As Hanley shows, Smith [who grants that the sources are imperfect] explains the underlying cause of the Chinese state affairs by the perverse incentives created by its tax system. The reason why China grew wealthy is, according to Smith, due to the willingness of Chinese “executive power [that] charges itself both with the reparation of the high roads, and with the maintenance of the navigable canals” (WN V.i.d.17) and that “the sovereigns of China” have been historically “extremely attentive to the making and maintaining of good roads and navigable canals, in order to increase, as much as possible, both the quantity and value of every part of the produce of the land, by procuring to every part of it the most extensive market which their own dominions could afford” (WN V.ii.d.5). [quoted Hanley p. 373].

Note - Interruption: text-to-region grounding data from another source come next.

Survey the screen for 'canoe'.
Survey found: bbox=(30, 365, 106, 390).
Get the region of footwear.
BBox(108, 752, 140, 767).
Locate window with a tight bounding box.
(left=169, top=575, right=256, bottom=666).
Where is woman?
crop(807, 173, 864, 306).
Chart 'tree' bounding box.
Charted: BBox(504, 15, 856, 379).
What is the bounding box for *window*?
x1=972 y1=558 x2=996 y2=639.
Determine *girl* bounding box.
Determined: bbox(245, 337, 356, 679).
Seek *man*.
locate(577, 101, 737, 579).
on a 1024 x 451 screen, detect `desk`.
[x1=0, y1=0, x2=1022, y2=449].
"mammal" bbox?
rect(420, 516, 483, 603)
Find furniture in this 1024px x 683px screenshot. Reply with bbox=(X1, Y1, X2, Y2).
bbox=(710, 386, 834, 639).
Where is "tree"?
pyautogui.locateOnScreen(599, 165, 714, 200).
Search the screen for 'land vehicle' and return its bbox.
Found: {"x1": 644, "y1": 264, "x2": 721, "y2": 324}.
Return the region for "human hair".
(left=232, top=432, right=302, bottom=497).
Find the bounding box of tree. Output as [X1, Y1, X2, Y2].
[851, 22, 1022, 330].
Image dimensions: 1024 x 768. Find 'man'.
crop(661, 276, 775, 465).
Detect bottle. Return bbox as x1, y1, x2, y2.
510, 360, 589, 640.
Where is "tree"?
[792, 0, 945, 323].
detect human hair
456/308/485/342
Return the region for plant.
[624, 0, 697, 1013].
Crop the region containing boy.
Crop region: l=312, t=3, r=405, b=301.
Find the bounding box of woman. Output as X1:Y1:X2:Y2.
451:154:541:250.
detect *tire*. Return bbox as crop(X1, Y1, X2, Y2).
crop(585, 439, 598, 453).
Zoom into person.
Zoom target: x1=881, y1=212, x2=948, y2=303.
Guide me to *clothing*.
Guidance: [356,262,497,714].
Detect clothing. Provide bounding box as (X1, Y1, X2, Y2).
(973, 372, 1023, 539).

The central government's public works policy is not explained by Smith with reference to concern for public welfare, or to Mencius' philosophy, but (as Hanley notes) to the nature of the tax system: "the revenue of the sovereign arises almost altogether from a land tax or land rent, which rises or falls with the rise and fall of the annual produce of the land. The great interest of the sovereign, therefore, his revenue, is in such countries necessarily and immediately connected with the cultivation of the land, with the greatness of its produce, and with the value of its produce." Smith goes on to make clear (and this echoes the Humean point above) that the Chinese example shows that modern European states are quite capable of managing extensive public works that, indirectly, promote their own tax-income. ("in some parts of Asia this department of the public police is very properly managed by the executive power, there is not the least probability that, during the present state of things, it could be tolerably managed by that power in any part of Europe.") Smith's role as a theorist of state capacity seems to me under-theorized (and made invisible by the contemporary focus on biopolitics).*
Now Smith's Humean point is that state capacity can misfire when incentives are not properly lined up. For, he writes about Chinese tax-collection (in a manner echoing Hume's point about France) that "a public revenue which was paid in kind would suffer so much from the mismanagement of the collectors that a very small part of what was levied upon the people would ever arrive at the treasury of the prince. Some part of the public revenue of China, however, is said to be paid in this manner. The mandarins and other tax-gatherers will, no doubt, find their advantage in continuing the practice of a payment which is so much more liable to abuse than any payment in money."
Here the absence of money as a means to pay taxes facilitates abuse.* Against the recent literature by proponents of modern monetary theory, where (with reference to an example early in Wealth of Nations) Smith is often caricatured as promoting a theory of money that is focused entirely as a unit of exchange, Smith is quite aware of money's functional role in taxation. Smith is clear that money makes standardization in taxation possible and the effect of this is to reduce the room for the arbitrary power of petty sovereigns.